© 1993 David Myers
© 1993 ANZURA, Australia & New Zealand Urantia Association
Edited By David Myers, Australian Scholarly Publishing.
Some years ago, Bernard Shaw observed that England and America were two countries separated by the same language. The same socio-linguistic observation might well be made of America and Australia today.
It is clear that in Australia, as in the western world generally, there is an inevitable division between high and low culture. The functional literacy required for survival in the world of low culture is pretty basic. Being able to barrack for your favourite football team with meat pie and sauce in one corner of your mouth and beer in the other is, of course, a gift not to be sneezed at. Each culture requires different skills.
Literacy for high culture is inextricably bound up with serious literature. It is sad that serious literature has an unenviable reputation among the general public and certainly among the commercial media for being simply too intellectual, too abstruse, too inaccessible for ordinary people to enjoy. This was not always so in Australia. In the literary golden age of the 1890s the literature of Henry Lawson and Banjo Patterson and Steele Rudd was eminently accessible to ordinary people and formed a great part of our national consciousness and identity. It is a mark of the lack of spiritual depth in western society today that commercial publishers promote, and people buy in huge editions, works like Colleen McCullough’s ‘The Thorn Birds’ and Stephen King’s ghoulish horror entertainments and, further, that works such as these find their way almost automatically onto the mass electronic media as serials or feature films, for this is the nature of low-culture literacy.
Contemporary works of Australian literature which offer a serious spiritual challenge to our mindless lifestyle such as Patrick White’s ‘A Fringe of Leaves’ or David Malouf’s ‘The Great World’ or Thea Astley’s ‘Beachmasters’ or Tom Winton’s ‘Cloudstreet’ or works from the third world like Pramoedyra Ananta Toer’s ‘Awakenings’ are virtually ignored by the commercial electronic media. They are thought to be too difficult for a public which is seeking a ‘quick fix’ in diversion, sensual entertainment and fast-food equivalent gratification. As US novelist, playwright and poet Dan Marquis said, “publishing a book of poems (or fiction or essays) in today’s electronic world is like dropping a rose petal down the Grand Canyon and waiting for an echo”.
Literacy and high culture are elitist insofar as they aim to challenge readers with the most profound, the most spiritual and the most tragic treatments of their themes. Everyone who is willing to work at the understanding of great literature is affirming the value and the distinctiveness of high-culture literacy. We shall never produce a wise and spiritually literate Australia until we accept the division of our society into low culture and high culture and happily spend some more of our tax money on maintaining national institutions like the ABC and SBS in such a way that these institutions can broadcast more reviews, discussions, readings and dramatisations of good Australian and foreign literature. To hell with producing a Clever Australia! What about producing an Artistically Literate, Spiritual and Ecological Australia!
Now, I have admittedly phrased these arguments in a rhetorically loaded way. Pardon me, my prejudices are showing. And I have only personal experience and anecdotal evidence to give some flimsy support to my prejudices.
Let us start again in a more dignified, tolerant fashion. Perhaps the complaints of university lecturers and senior high school teachers about the sinking literacy standards of their students today ignore the basic demographic point that we are now trying to give an advanced level education to up to 50 per cent of our youth, instead of the 5 per cent whom we used to regard as an intellectual elite suited for our universities.
The search for a convenient scapegoat on whom to blame this alleged drop in grammatical standards inflames the passions as the buck is passed from schoolteachers to parents and finally to the indifference of a whole society which has allegedly been seduced into electronic communications at the cost of sophistication in written communication.
There is a much wider problem today with the achieving of literacy in Australia and the western world generally. This problem is one of values and priorities. Love of language for its own sake and respect for literacy are low down on people’s priority lists. The majority of our population seems not particularly concerned that after the lapse of a thousand years the greatness of a civilization is not commonly measured by its industrial production or its balance of payments. It is measured by its contribution to philosophy, art, architecture, education and literature.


- [Your instructions]
Only lines holding the word "Corner" are wanted from the records; copy all of them.

[Website and app data records]
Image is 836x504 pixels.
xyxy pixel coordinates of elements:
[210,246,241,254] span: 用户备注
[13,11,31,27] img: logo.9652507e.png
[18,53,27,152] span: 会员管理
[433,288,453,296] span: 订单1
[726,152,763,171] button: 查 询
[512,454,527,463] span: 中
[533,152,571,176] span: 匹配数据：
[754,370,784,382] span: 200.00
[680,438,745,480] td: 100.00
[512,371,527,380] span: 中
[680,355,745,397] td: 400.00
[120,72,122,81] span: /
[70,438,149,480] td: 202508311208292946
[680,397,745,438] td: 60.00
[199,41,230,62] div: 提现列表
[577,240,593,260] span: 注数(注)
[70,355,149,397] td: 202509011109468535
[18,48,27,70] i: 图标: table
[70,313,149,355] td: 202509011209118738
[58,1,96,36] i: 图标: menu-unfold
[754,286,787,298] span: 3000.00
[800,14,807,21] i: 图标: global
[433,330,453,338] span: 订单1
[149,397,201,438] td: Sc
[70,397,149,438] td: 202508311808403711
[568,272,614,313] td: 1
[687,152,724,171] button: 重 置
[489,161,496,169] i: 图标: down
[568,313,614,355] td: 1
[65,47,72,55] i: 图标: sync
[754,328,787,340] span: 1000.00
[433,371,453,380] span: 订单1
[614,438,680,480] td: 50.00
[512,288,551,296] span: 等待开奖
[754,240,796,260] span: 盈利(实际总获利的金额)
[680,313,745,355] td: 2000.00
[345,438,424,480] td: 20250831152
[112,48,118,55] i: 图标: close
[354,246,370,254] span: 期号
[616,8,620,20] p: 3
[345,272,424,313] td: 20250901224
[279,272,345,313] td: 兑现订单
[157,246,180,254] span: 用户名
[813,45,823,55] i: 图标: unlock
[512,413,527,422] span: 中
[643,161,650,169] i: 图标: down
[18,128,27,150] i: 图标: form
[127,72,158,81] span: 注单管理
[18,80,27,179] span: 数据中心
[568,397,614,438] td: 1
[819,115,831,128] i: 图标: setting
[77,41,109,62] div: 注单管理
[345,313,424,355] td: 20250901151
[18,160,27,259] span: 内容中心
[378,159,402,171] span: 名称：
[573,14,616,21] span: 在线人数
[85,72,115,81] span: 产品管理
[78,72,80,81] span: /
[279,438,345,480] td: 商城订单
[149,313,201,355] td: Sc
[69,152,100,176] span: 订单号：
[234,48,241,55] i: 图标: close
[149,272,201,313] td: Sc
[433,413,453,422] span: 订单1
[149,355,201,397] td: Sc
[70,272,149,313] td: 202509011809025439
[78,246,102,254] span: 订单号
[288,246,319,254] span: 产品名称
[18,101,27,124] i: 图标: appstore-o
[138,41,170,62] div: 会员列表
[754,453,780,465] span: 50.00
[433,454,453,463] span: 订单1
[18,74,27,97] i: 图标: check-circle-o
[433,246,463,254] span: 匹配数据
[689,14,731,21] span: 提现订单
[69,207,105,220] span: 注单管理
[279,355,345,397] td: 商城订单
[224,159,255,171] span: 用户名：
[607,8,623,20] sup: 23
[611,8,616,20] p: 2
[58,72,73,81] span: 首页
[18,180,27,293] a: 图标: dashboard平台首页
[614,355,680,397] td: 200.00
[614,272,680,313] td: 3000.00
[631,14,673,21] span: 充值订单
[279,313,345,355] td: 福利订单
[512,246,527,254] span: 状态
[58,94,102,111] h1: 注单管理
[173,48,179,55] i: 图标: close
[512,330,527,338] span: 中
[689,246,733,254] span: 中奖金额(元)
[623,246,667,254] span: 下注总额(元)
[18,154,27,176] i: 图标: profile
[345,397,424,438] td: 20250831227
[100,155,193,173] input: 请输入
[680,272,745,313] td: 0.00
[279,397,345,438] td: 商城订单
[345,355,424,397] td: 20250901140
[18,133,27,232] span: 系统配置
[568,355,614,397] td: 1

---

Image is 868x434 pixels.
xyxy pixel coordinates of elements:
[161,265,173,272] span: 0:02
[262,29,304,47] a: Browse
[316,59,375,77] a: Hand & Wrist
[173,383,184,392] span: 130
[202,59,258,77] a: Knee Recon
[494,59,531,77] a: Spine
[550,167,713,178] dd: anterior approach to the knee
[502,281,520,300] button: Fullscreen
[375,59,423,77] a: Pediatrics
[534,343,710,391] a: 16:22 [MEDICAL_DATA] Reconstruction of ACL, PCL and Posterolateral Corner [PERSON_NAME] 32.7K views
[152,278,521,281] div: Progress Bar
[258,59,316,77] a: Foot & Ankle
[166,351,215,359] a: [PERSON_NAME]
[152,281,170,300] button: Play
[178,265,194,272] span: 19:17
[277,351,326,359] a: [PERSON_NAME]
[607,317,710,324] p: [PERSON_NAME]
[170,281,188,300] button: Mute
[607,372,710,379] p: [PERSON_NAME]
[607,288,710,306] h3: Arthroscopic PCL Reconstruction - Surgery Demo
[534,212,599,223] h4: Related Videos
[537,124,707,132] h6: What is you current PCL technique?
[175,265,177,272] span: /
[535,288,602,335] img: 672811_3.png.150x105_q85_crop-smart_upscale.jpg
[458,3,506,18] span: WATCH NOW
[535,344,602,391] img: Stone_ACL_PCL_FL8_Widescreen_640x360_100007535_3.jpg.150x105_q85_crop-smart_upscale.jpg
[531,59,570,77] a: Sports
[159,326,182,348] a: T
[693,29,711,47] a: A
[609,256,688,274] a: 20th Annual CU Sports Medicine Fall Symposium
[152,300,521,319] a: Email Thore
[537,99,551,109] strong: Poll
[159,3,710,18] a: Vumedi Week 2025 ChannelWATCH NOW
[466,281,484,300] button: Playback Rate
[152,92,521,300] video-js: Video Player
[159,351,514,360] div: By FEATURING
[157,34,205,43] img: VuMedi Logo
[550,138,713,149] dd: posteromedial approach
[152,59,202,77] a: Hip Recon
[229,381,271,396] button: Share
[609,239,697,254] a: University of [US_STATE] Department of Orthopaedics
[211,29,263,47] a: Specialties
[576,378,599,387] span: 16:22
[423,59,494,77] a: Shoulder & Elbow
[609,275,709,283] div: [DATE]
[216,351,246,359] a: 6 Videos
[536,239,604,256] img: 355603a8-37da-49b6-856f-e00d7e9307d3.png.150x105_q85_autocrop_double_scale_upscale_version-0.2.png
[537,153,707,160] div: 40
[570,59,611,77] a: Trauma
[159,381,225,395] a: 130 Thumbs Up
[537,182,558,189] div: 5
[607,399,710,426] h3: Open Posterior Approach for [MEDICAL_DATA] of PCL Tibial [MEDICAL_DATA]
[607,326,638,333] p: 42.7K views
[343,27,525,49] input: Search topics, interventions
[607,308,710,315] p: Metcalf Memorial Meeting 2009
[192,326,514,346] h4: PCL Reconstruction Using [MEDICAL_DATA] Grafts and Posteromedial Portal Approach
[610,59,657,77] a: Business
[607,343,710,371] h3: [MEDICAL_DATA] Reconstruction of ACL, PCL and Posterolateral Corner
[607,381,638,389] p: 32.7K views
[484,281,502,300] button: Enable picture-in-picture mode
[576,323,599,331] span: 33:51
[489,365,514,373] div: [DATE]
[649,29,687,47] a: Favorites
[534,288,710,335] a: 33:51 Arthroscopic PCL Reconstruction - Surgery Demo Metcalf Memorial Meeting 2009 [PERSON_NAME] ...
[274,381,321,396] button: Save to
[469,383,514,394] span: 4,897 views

- [Answer below]
[534,343,710,391] a: 16:22 [MEDICAL_DATA] Reconstruction of ACL, PCL and Posterolateral Corner [PERSON_NAME] 32.7K views
[607,343,710,371] h3: [MEDICAL_DATA] Reconstruction of ACL, PCL and Posterolateral Corner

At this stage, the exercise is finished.